Two Brooklyn Boys

Ihad first heard about the pioneering surgeon operating out of the Children’s Hospital of Philadelphia (CHOP) during my years as a medical resident at The New York Hospital. Impressionable young physicians such as I was at the time frequently took particular notice of the careers of famous physicians who might serve as role models, even from a distance. And Dr. C. Everett Koop was truly a legend in his own time. He had been the surgeon in chief of CHOP from 1948 through 1981. When I was in training during the late 1960s and early 1970s, Dr. Koop was at the peak of his career. He invented surgical procedures for the correction of congenital abnormalities that were previously considered hopeless. Among these was the correction of esophageal atresia, which is a lack of connection of the esophagus to the stomach, a fatal condition. In addition, he developed new procedures for the treatment of hydrocephalus, a condition where normal fluid (called cerebrospinal fluid) accumulates around the brain because of an obstruction to the free flow of the fluid. He also revolutionized the surgical repair of pediatric inguinal hernias and the correction of undescended testicles. In essence, he more than anyone created the discipline of pediatric surgery. He gained true international fame in 1974 by surgically separating twin girls who were born joined together at the trunk and pelvis, saving the lives of both of them. He felt strongly that society had an obligation to respect the sanctity of life, and in his profession this extended to doing whatever is possible and reasonable to save the life of a child with certain abnormalities for which he had developed these revolutionary surgical procedures. It would have been a great honor for me as a medical student or physician in training to just meet Dr. Koop and perhaps shake his hand. I never imagined that this would happen.

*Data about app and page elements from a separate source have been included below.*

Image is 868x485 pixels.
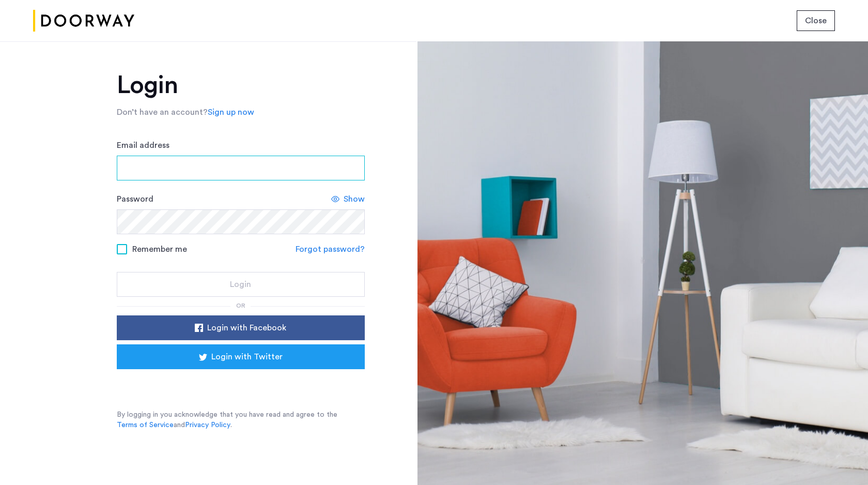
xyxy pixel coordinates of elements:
span: Login with Twitter [212,350,282,363]
img: logo [33,1,135,41]
button: button [117,272,365,296]
label: Email address [117,139,170,151]
button: button [117,315,365,340]
a: Terms of Service [117,420,174,430]
a: Privacy Policy [185,420,230,430]
iframe: Sign in with Google Button [132,372,349,395]
span: Close [805,15,827,27]
span: Login with Facebook [207,322,286,334]
span: or [236,302,245,308]
span: Remember me [132,243,187,255]
button: button [117,344,365,369]
span: Login [230,278,251,290]
h1: Login [117,73,365,97]
button: button [797,11,834,31]
a: Sign up now [207,106,254,118]
p: By logging in you acknowledge that you have read and agree to the and . [117,409,365,430]
span: Don’t have an account? [117,108,207,116]
a: Forgot password? [296,243,365,255]
label: Password [117,193,153,205]
span: Show [343,193,365,205]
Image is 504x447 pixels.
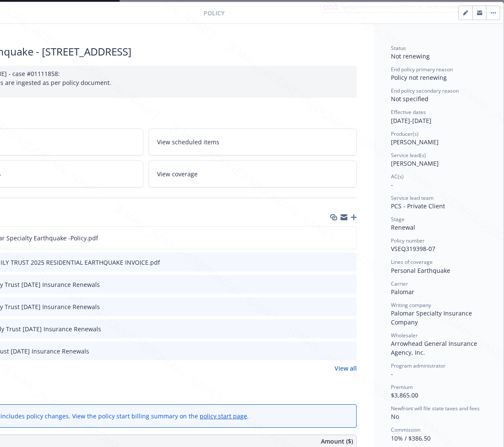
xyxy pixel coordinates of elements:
[391,332,418,339] span: Wholesaler
[391,52,430,60] span: Not renewing
[391,237,425,244] span: Policy number
[158,170,198,178] span: View coverage
[391,391,418,399] span: $3,865.00
[204,9,224,17] span: Policy
[332,258,339,267] button: download file
[391,45,406,52] span: Status
[200,412,247,420] a: policy start page
[391,159,439,167] span: [PERSON_NAME]
[332,302,339,311] button: download file
[158,138,220,146] span: View scheduled items
[391,288,414,296] span: Palomar
[345,234,353,242] button: preview file
[331,234,338,242] button: download file
[391,66,453,73] span: End policy primary reason
[391,309,473,326] span: Palomar Specialty Insurance Company
[334,364,357,373] a: View all
[391,95,428,103] span: Not specified
[346,347,353,356] button: preview file
[391,339,479,356] span: Arrowhead General Insurance Agency, Inc.
[391,258,433,266] span: Lines of coverage
[391,405,480,412] span: Newfront will file state taxes and fees
[391,266,487,275] div: Personal Earthquake
[391,216,405,223] span: Stage
[391,109,426,116] span: Effective dates
[346,302,353,311] button: preview file
[321,437,353,446] span: Amount ($)
[391,194,434,202] span: Service lead team
[391,302,431,309] span: Writing company
[391,73,447,81] span: Policy not renewing
[391,138,439,146] span: [PERSON_NAME]
[391,245,435,253] span: VSEQ319398-07
[391,109,487,125] div: [DATE] - [DATE]
[391,383,413,391] span: Premium
[391,370,393,378] span: -
[391,362,445,369] span: Program administrator
[391,426,420,433] span: Commission
[332,347,339,356] button: download file
[391,87,459,95] span: End policy secondary reason
[391,130,419,138] span: Producer(s)
[391,180,393,189] span: -
[332,280,339,289] button: download file
[346,324,353,334] button: preview file
[391,434,431,442] span: 10% / $386.50
[148,128,357,156] a: View scheduled items
[346,280,353,289] button: preview file
[332,324,339,334] button: download file
[391,224,415,231] span: Renewal
[391,413,399,420] span: No
[391,202,445,210] span: PCS - Private Client
[391,152,426,159] span: Service lead(s)
[391,173,404,180] span: AC(s)
[346,258,353,267] button: preview file
[391,280,408,287] span: Carrier
[148,160,357,188] a: View coverage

Dr. Koop’s reputation as a defender of the right to life including his concerns about abortion had caught the attention of President-elect Ronald Reagan in late 1980. Reagan nominated Koop for surgeon general in 1981, and this triggered a series of hostile congressional hearings, public debates, and media commentaries that put Dr. Koop under a degree of stress that even his most difficult surgical procedures did not elicit.

Ever since I had returned to the NIH from my final year of clinical training, I was considered the “house physician” for many NIH staff and their families and assorted Washington VIPs. One day I received a call from the NIH director, Dr. Donald Fredrickson, telling me that Dr. Koop was “not feeling well” and that HHS would like one of the NIH physicians to see him.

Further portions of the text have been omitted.